What Plants Live in the California Coastal Region?
What Plants Live in the California Coastal Region?. Along the California coastal region from Baja to the northern coastal redwoods, a diversity of plants thrive in the gusting ocean winds, sea salt spray and shifting temperatures. Coastal land forms also play a role in wild plant cultivation. The California coastal region features rocky outcrops,...
Along the California coastal region from Baja to the northern coastal redwoods, a diversity of plants thrive in the gusting ocean winds, sea salt spray and shifting temperatures. Coastal land forms also play a role in wild plant cultivation. The California coastal region features rocky outcrops, sand dunes and chaparral scrub in which plants have to adapt to their surroundings in order to thrive.
California Oat Grass (Danthonia californica) is a native bunchgrass that adapted to a diverse climate of cool and humid conditions along coastal areas. This transitory perennial has dense leafy tufts. Considered slow-growing, it reaches heights of one to two-and-a-half feet. Leaf ends bend at an angle with the upper blades "long and flat to in-rolled," while fine hairs form at the bottom of the leaf collar. Blooms appear in May or June, with three to eight florets per spikelet.
The Western Bracken Fern (Pteridium aquilinum) is a coarse and wiry perennial. Each dark green leaf develops from a horizontal underground stem (rhizome) supported by a rigid leaf stalk, according to the USDA. Covered with silvery gray hairs, these "fiddleheads" can grow one-and-a-half to six-and-a-half feet in height. Instead of producing flowers or seeds, the Bracken Fern produces spores and creeping rhizomes. Several lozenge-shaped leaflets make up one main leaf. The Western Bracken Fern has a low toxicity if ingested. Symptoms include high fever and weakness.
The chaparral plant, Coyote Brush (Baccharis pilularis), is a woody perennial shrub that appears in thickets, sea cliffs and sand dunes of coastal California. The gusty ocean winds and sea spray naturally shape Coyote Brush. Adaptable to these elements, it retains small, rigid grayish green leaves with jagged tips. Somewhat elliptical in shape, these leaves maintain a waxy texture. Small white or yellow flowers appear in clusters with round and flat heads from July to October.
The Little Sur Manzanita (Arctostaphylos edmundsii) can be found along the coastal bluffs and canyons of coastal California. This perennial evergreen shrub possesses small, light-green leaves with a hint of red. Densely clusters of pink blooms appear from November through January. The Manzanita yields red berries that, according to wildflower.org, were used by indigenous tribes to make a drink resembling cider.
The lobed Sea Rocket (Cakile edentula) is found along the sandy shores and coastal dunes of California. The Monterey Bay National Sanctuary states that the sea rocket, "a native of eastern North America, was introduced to the San Francisco Bay area around 1880, probably from ship ballast, and spread to San Diego within 30 years." The plant spreads low to the ground in a mound. Its many branched fleshy leaves produce mauve and occasional cream colored flowers which lengthen into fruit.
Native to South Africa, the succulent Sea Fig (Carpobrotus chilensis) grows on California’s sand dunes. This succulent stores water within its long, swelled leaves as it trails outward, low along the sand. Each succulent blooms from May to July with one to two small pinkish-rose colored flowers.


Your instructions:
Go through the records and copy each line where the word "china" occurs.
Record excerpts Block Start
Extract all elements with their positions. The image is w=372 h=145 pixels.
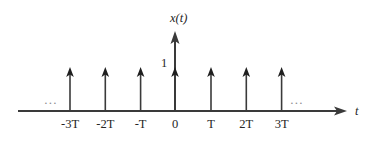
impulse-plus-t	[207, 67, 215, 111]
tick-label-minus-t: -T	[135, 118, 147, 131]
signal-name-label: x(t)	[170, 12, 187, 25]
tick-label-minus-2t: -2T	[96, 118, 114, 131]
impulse-minus-t	[137, 67, 145, 111]
impulse-plus-3t	[278, 67, 286, 111]
impulse-minus-3t	[66, 67, 74, 111]
ellipsis-right: ...	[290, 93, 303, 106]
impulse-zero	[171, 67, 179, 111]
impulse-train-figure: x(t) 1 t ... ... -3T -2T -T 0 T 2T 3T	[0, 0, 372, 145]
impulse-plus-2t	[243, 67, 251, 111]
tick-label-minus-3t: -3T	[61, 118, 79, 131]
x-axis-variable-label: t	[355, 105, 358, 118]
amplitude-label: 1	[161, 57, 167, 70]
impulse-minus-2t	[102, 67, 110, 111]
tick-label-plus-t: T	[207, 118, 215, 131]
tick-label-zero: 0	[172, 118, 178, 131]
tick-label-plus-2t: 2T	[239, 118, 253, 131]
ellipsis-left: ...	[44, 93, 57, 106]
tick-label-plus-3t: 3T	[275, 118, 289, 131]
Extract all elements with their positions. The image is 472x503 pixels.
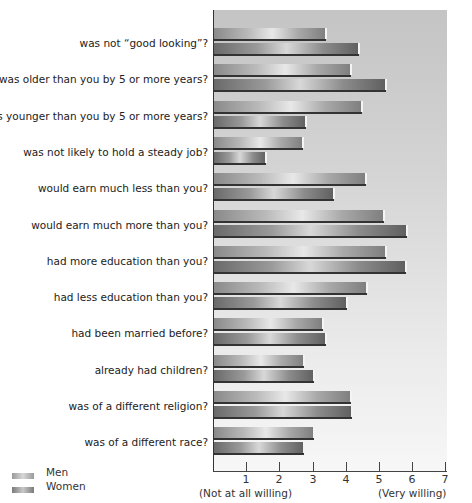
- category-label: had less education than you?: [54, 291, 208, 303]
- bar-women: [214, 406, 352, 419]
- bar-men: [214, 318, 323, 331]
- category-label: had more education than you?: [47, 255, 208, 267]
- x-tick: [346, 462, 347, 471]
- bar-men: [214, 137, 303, 150]
- legend-label-women: Women: [46, 480, 86, 492]
- x-tick-label: 6: [402, 473, 422, 486]
- category-label: was not “good looking”?: [80, 37, 208, 49]
- bar-women: [214, 370, 314, 383]
- bar-chart: was not “good looking”?was older than yo…: [0, 0, 472, 503]
- category-label: would earn much less than you?: [38, 182, 208, 194]
- x-tick: [445, 462, 446, 471]
- bar-women: [214, 297, 347, 310]
- category-label: had been married before?: [71, 327, 208, 339]
- category-label: already had children?: [95, 364, 208, 376]
- x-tick-label: 1: [236, 473, 256, 486]
- bar-women: [214, 152, 266, 165]
- x-tick-label: 5: [369, 473, 389, 486]
- bar-women: [214, 261, 406, 274]
- category-label: was not likely to hold a steady job?: [23, 146, 208, 158]
- x-tick: [313, 462, 314, 471]
- bar-men: [214, 391, 351, 404]
- x-tick: [246, 462, 247, 471]
- x-tick: [412, 462, 413, 471]
- x-tick-label: 7: [435, 473, 455, 486]
- x-axis-line: [213, 471, 447, 472]
- legend-swatch-men: [12, 473, 34, 479]
- bar-men: [214, 355, 304, 368]
- bar-women: [214, 225, 407, 238]
- bar-women: [214, 188, 334, 201]
- legend-swatch-women: [12, 487, 34, 493]
- x-tick-label: 4: [336, 473, 356, 486]
- bar-men: [214, 246, 386, 259]
- bar-men: [214, 101, 362, 114]
- bar-men: [214, 64, 351, 77]
- bar-women: [214, 116, 306, 129]
- axis-note-high: (Very willing): [378, 487, 446, 499]
- x-tick: [379, 462, 380, 471]
- bar-men: [214, 282, 367, 295]
- category-label: would earn much more than you?: [31, 219, 208, 231]
- x-tick-label: 3: [303, 473, 323, 486]
- bar-men: [214, 210, 384, 223]
- category-label: was of a different religion?: [68, 400, 208, 412]
- x-tick-label: 2: [269, 473, 289, 486]
- bar-men: [214, 28, 326, 41]
- category-label: was older than you by 5 or more years?: [0, 73, 208, 85]
- bar-men: [214, 173, 366, 186]
- axis-note-low: (Not at all willing): [199, 487, 292, 499]
- category-label: was younger than you by 5 or more years?: [0, 110, 208, 122]
- bar-men: [214, 427, 314, 440]
- bar-women: [214, 79, 386, 92]
- legend-label-men: Men: [46, 466, 68, 478]
- category-label: was of a different race?: [84, 436, 208, 448]
- bar-women: [214, 442, 304, 455]
- bar-women: [214, 333, 326, 346]
- x-tick: [279, 462, 280, 471]
- bar-women: [214, 43, 359, 56]
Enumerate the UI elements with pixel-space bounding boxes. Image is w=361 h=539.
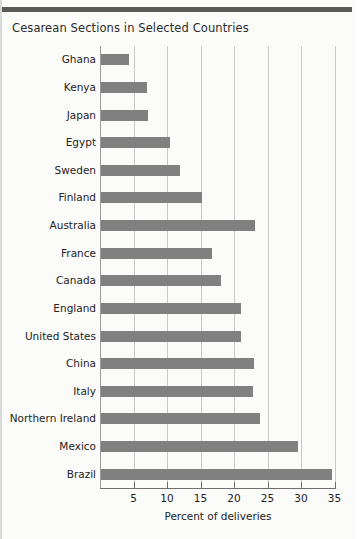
title-top-rule [2, 7, 352, 12]
x-tickmark-10 [167, 482, 168, 488]
x-tick-label-35: 35 [315, 492, 355, 504]
gridline-25 [268, 46, 269, 488]
y-tick-label-egypt: Egypt [0, 136, 96, 148]
bar-mexico [101, 441, 298, 452]
gridline-30 [301, 46, 302, 488]
x-tickmark-20 [234, 482, 235, 488]
chart-title: Cesarean Sections in Selected Countries [12, 21, 249, 35]
bar-sweden [101, 165, 180, 176]
bar-kenya [101, 82, 147, 93]
x-axis-label: Percent of deliveries [100, 510, 336, 522]
x-tickmark-5 [134, 482, 135, 488]
bar-united-states [101, 331, 241, 342]
bar-france [101, 248, 212, 259]
y-tick-label-ghana: Ghana [0, 53, 96, 65]
bar-northern-ireland [101, 413, 260, 424]
x-tickmark-35 [335, 482, 336, 488]
plot-area [100, 46, 335, 488]
y-tick-label-finland: Finland [0, 191, 96, 203]
y-tick-label-japan: Japan [0, 109, 96, 121]
bar-egypt [101, 137, 170, 148]
y-tick-label-canada: Canada [0, 274, 96, 286]
bar-ghana [101, 54, 129, 65]
y-tick-label-sweden: Sweden [0, 164, 96, 176]
x-axis-line [100, 488, 336, 489]
x-tickmark-25 [268, 482, 269, 488]
y-tick-label-china: China [0, 357, 96, 369]
x-tickmark-15 [201, 482, 202, 488]
gridline-35 [335, 46, 336, 488]
bar-italy [101, 386, 253, 397]
bar-brazil [101, 469, 332, 480]
bar-china [101, 358, 254, 369]
bar-australia [101, 220, 255, 231]
y-tick-label-brazil: Brazil [0, 468, 96, 480]
y-tick-label-northern-ireland: Northern Ireland [0, 412, 96, 424]
bar-canada [101, 275, 221, 286]
y-tick-label-england: England [0, 302, 96, 314]
y-tick-label-united-states: United States [0, 330, 96, 342]
y-tick-label-kenya: Kenya [0, 81, 96, 93]
x-tickmark-30 [301, 482, 302, 488]
y-tick-label-australia: Australia [0, 219, 96, 231]
y-tick-label-france: France [0, 247, 96, 259]
bar-finland [101, 192, 202, 203]
y-tick-label-italy: Italy [0, 385, 96, 397]
bar-england [101, 303, 241, 314]
y-tick-label-mexico: Mexico [0, 440, 96, 452]
bar-japan [101, 110, 148, 121]
page-right-border [355, 0, 361, 539]
chart-figure: Cesarean Sections in Selected Countries … [0, 0, 361, 539]
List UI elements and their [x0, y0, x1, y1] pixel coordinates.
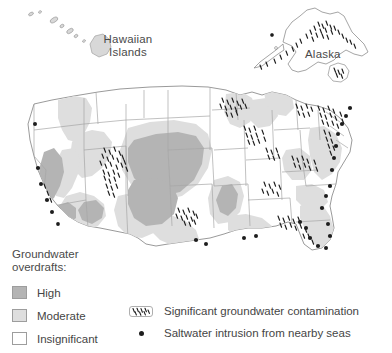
legend-item-high[interactable]: High: [12, 282, 98, 303]
northeast-islands: [328, 63, 349, 82]
legend-label-saltwater: Saltwater intrusion from nearby seas: [164, 327, 351, 339]
dot-icon: [128, 331, 154, 336]
legend-label-insignificant: Insignificant: [37, 333, 98, 345]
legend-title: Groundwater overdrafts:: [12, 248, 98, 274]
legend-label-high: High: [37, 287, 61, 299]
legend-item-contamination[interactable]: Significant groundwater contamination: [128, 300, 359, 322]
legend-label-moderate: Moderate: [37, 310, 86, 322]
swatch-moderate-icon: [12, 309, 27, 322]
legend-item-saltwater[interactable]: Saltwater intrusion from nearby seas: [128, 322, 359, 344]
legend-item-insignificant[interactable]: Insignificant: [12, 328, 98, 349]
hatch-pattern-icon: [128, 306, 154, 317]
legend-overdraft-classes: Groundwater overdrafts: High Moderate In…: [12, 248, 98, 349]
alaska-inset: [254, 8, 368, 72]
swatch-high-icon: [12, 286, 27, 299]
swatch-insignificant-icon: [12, 332, 27, 345]
groundwater-map-figure: Hawaiian Islands Alaska Groundwater over…: [0, 0, 392, 353]
legend-symbols: Significant groundwater contamination Sa…: [128, 300, 359, 344]
hawaii-inset: [28, 10, 111, 57]
legend-label-contamination: Significant groundwater contamination: [164, 305, 359, 317]
map-legend: Groundwater overdrafts: High Moderate In…: [12, 248, 384, 348]
legend-item-moderate[interactable]: Moderate: [12, 305, 98, 326]
saltwater-dot: [270, 33, 273, 36]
Record excerpts Block End
Solution to the exercise:
y-tick-label-china: China [0, 357, 96, 369]
bar-china [101, 358, 254, 369]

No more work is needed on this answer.